I love this story of your childhood. I can almost feel the butterflies in your tummy as you went to capture your special tree.
Likewise, Grannymar. I’ll always remember that story about little Elly and the turbulent times in Ireland. I heard it first on an audio portion of your blog, and I knew then and there that Grannymar was very special. Have a lovely holiday.
I love this story — then again, I love all the stories of your childhood!!!!!
Funny how childhood and growing up seems so much easier looking back from this end of my life. Thanks for writing.
You are able to make those memories so clear. I wish we all knew times like that. We would be better for it to appreciate the simpler less commercial life style of those days. And not just at xmas but all year. Have a wonderful Holiday! sue
We try very hard, but it isn’t easy. Christmas really is all about the family and reunion and hope for the future for us. Thanks so much for your acknowledgement!
This is a beautiful story. The picture is magical all by itself.
Purses. I wear a backpack now that my hands are so funky. I took it off to get my debit card out, and I left it at the checkout stand. My brain is going faster than my hands. Darn it. So now I keep my thin wallet in a front pocket, I can leave the back pack on, and the debit card goes back in the pocket when I am done. Thanks so much for caring.
You know how to make me feel good, Mage. Thanks!
You have more than atoned for stealing Christmas trees. Your story is delightful. Walter has a stolen Christmas tree story which I will share with you. His father, Red, was a policeman in a local borough. On Christmas Eve, Red would drive to a closed Christmas tree lot and sort through the trees that were not bought because they were too dry, deformed or ugly. He’d select the best of the worst, toss it into his police cruiser and take it home. It wasn’t exactly a Charlie Brown tree, but it was close. Christmas is a yearly milestone, and we tend to remember this holiday clearly as we mature. Love those memories!
I take it Walter grew up in a depressed neighborhood too? Or was his father just a curmudgeon? You’re quite the storyteller yourself, or is it that you have weirder relatives than even I do? 😀
You’re a great story-teller. I love the images you bring to mind. Yours is a storybook childhood, at least for me: all strange and different, from my dour Jewish upbringing to the completely urban setting. Thank you for a great read.

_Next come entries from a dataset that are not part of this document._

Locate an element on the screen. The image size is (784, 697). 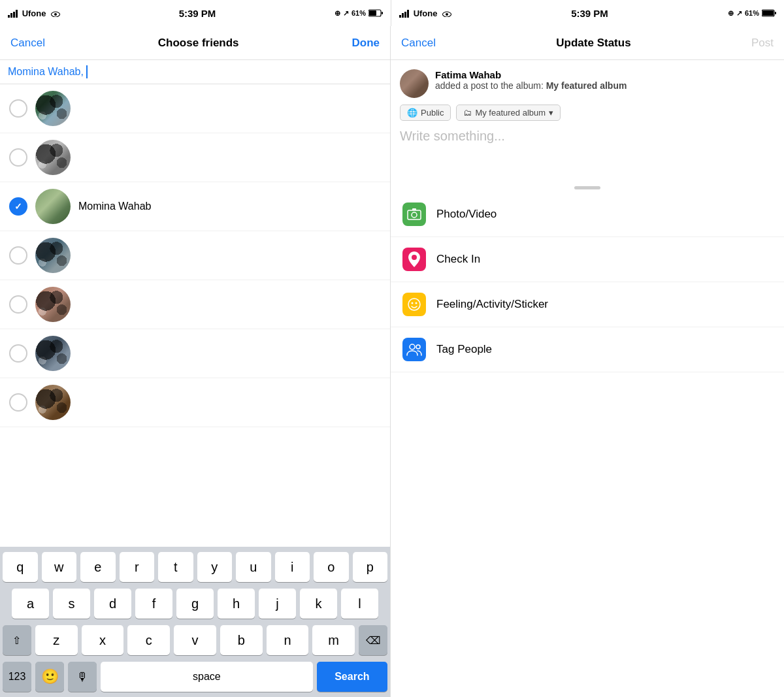
keyboard-row-bottom: 123 🙂 🎙 space Search is located at coordinates (195, 677).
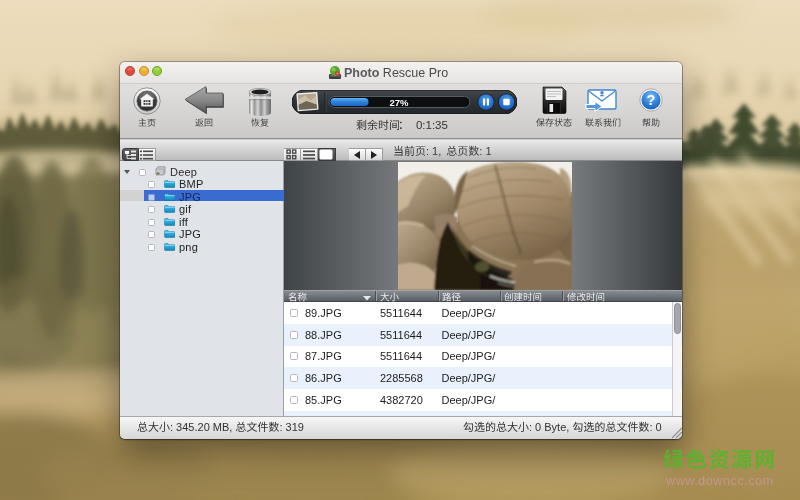  Describe the element at coordinates (399, 102) in the screenshot. I see `svg-text: 27%` at that location.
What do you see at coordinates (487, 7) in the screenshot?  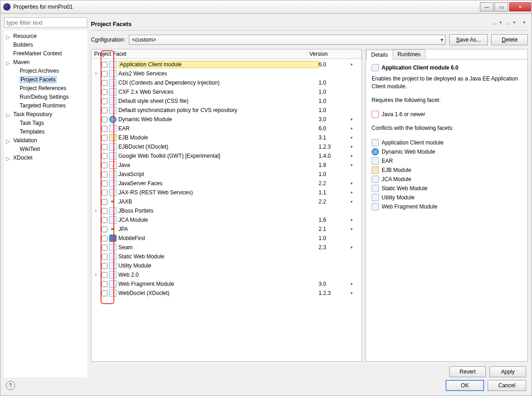 I see `minimize-button: —` at bounding box center [487, 7].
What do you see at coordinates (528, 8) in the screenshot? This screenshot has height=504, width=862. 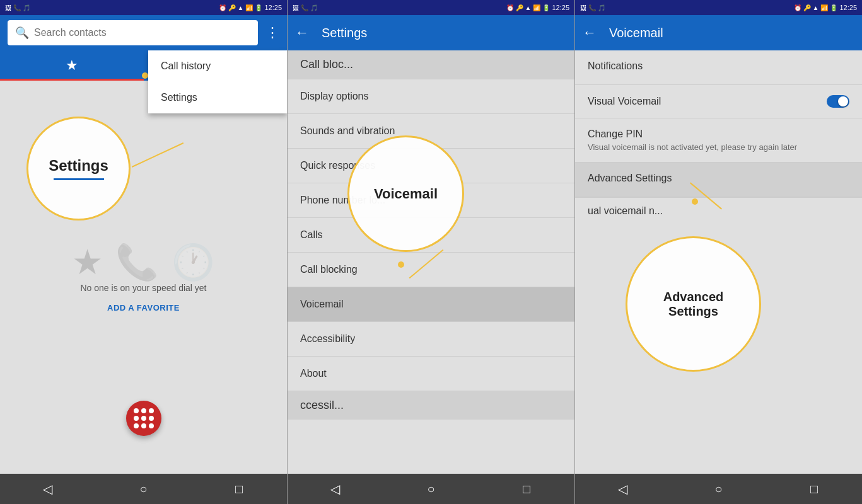 I see `wifi-icon-2: ▲` at bounding box center [528, 8].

Thanks Ruth. My writer friend Jim Peyton used to tell me that it was when my stories were about my family and the community where I grew up that my writing came to life. Must be that I was trying to make sense of it all. Isn’t that what we all do as we grow up and old?
What a beautiful rendering of a tender story. I couldn’t help but think of Truman Capote’s “A Christmas Memory” – that you can now view on You Tube, by the way. I have never seen it but I used to read parts of it to my 7th graders. If I were still in the classroom, I would ready your story to them instead. I love it.
I also love reading comments from your followers. They represent a delightful variety of cultures and viewpoints. I want to adopt them all. Merry/Happy Christmas, Happy Hanukkah, and a blessed New Year’s to you all.
Thanks so much, Ranae! The picture does lend a nice setting, don’t you think?